The UK’s so-called Mansion House Reforms are under way. This cluster of policies takes its name from the residence of the Lord Mayor of the City of London, which is the venue for a regular set-piece policy speech by British chancellors of the exchequer, the latest of whom is Jeremy Hunt.
- Analysis
UK pension industry reacts to government’s ambitious Mansion House Reform agenda
September saw the close of key pension reform consultations. Pamela Kokoszka and Liam Kennedy assess the proposals and some of the responses
- Opinion Pieces
Europe escaped the Great Retirement Boom but watch out for the crunch
Continental Europe appears to have largely escaped the trend known in the US as the ‘Great Retirement Boom’, where an economically comfortable cohort of 50 to 64-year-olds has retreated from work in the post-COVID period.
- Special Report
Top 1000 Pension Funds 2023: Europe’s pensions absorb a €646bn loss
Last year saw a net reduction in the asset stock of European pension investment retirement pools of 6.77% over the previous year, according to IPE’s annual study of the leading 1,000 pension funds across the continent, marking a sea change for pensions.
- Opinion Pieces
Capital competition: where does it leave sustainability goals?
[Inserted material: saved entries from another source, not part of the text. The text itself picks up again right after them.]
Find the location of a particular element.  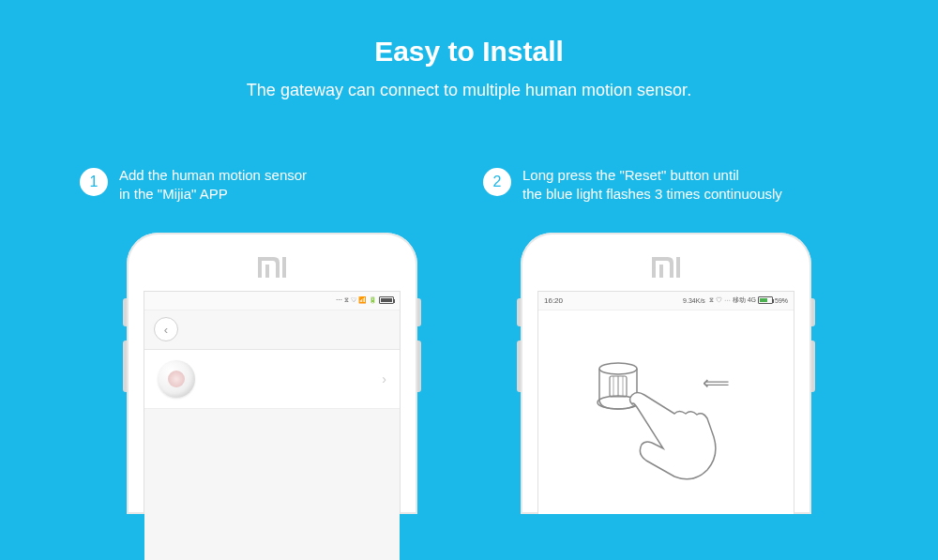

instruction-illustration: ⟸ is located at coordinates (666, 404).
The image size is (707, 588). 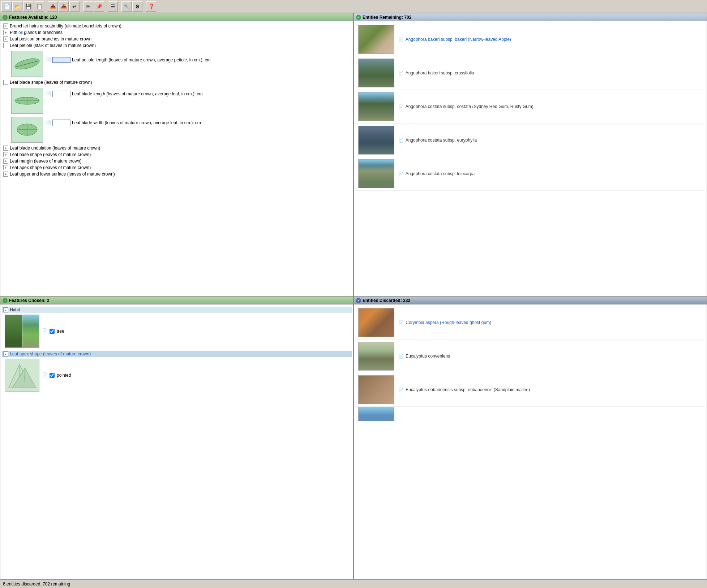 What do you see at coordinates (448, 323) in the screenshot?
I see `discarded-name-1: Corymbia aspera (Rough-leaved ghost gum)` at bounding box center [448, 323].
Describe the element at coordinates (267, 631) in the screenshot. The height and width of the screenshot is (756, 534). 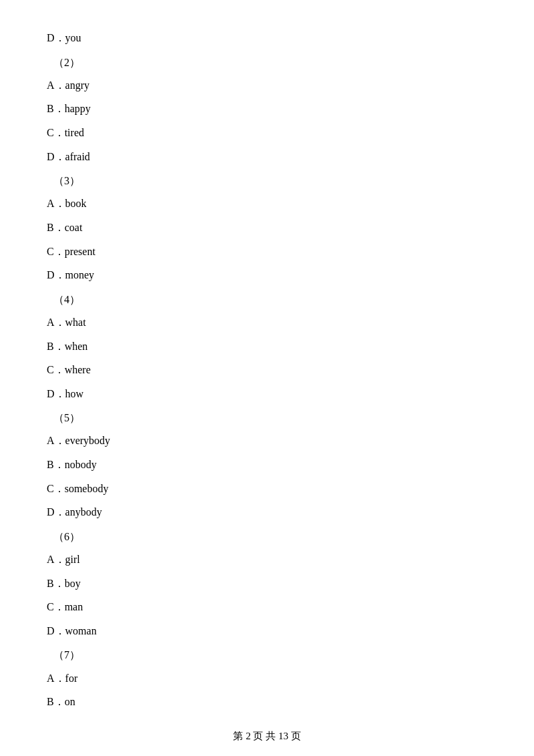
I see `option-item: D．woman` at that location.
For pension funds and other similar large institutional pools of capital, there is significant pressure from politicians to invest in politically favoured domestic sectors – like renewables or high-growth sectors like venture capital.
- Special Report
IPE Top 500 Asset Managers 2023: Asset management at a pivotal point
Data highlights from IPE Top 500 Asset Managers 2023: 2022 global asset management AUM is €102.6trn | 5.5% reduction on the 2022 total of €108.6trn | Global institutional AUM: €35.1trn | European institutional assets: €11.5trn
- Opinion Pieces
Better the equity market devil you know?
Being a large equity investor in a relatively small domestic market can have advantages as well as drawbacks. Proximity to the market and its infrastructure, good knowledge of corporates and corporate leaders, and the ability to exercise strong influence as an owner, potentially a stable long-term one, all count among the advantages. The need to avoid concentration – in terms of position, sizing and overall allocations – and idiosyncratic sector exposure are among the challenges.
- Interviews
Vontobel: Builders in a changing landscape
Christel Rendu de Lint, a veteran of Swiss asset and wealth management, sees herself as a builder. This claim has justification given her track record at UBP, where she built a fixed-income capability from scratch to CHF20bn (€20.5bn) over 12 years.
- News
New PPF proposals would represent ‘seismic changes’ to UK pensions landscape
Plans would mean ‘struggling’ DB schemes could choose to opt-in to the Pension Protection Fund
- Opinion Pieces
LDI lessons: be wary of future traps
After the global financial crisis of 2008-09, world leaders meeting at the Pittsburgh G20 summit mandated central clearing for derivatives. This was to allow for greater supervisory oversight and to mitigate against the unintended build-up of risks of the kind that almost toppled the financial system in the guise of over-the-counter credit default swaps.
- Opinion Pieces
Banking crisis delivers a lesson on equity strategy
We may never know the precise reasons why the in-house equity team of Alecta, the €105bn Swedish pension scheme, chose to invest in excess of €1bn in risky US banks including Silicon Valley Bank (SVB), much of which has now been written off.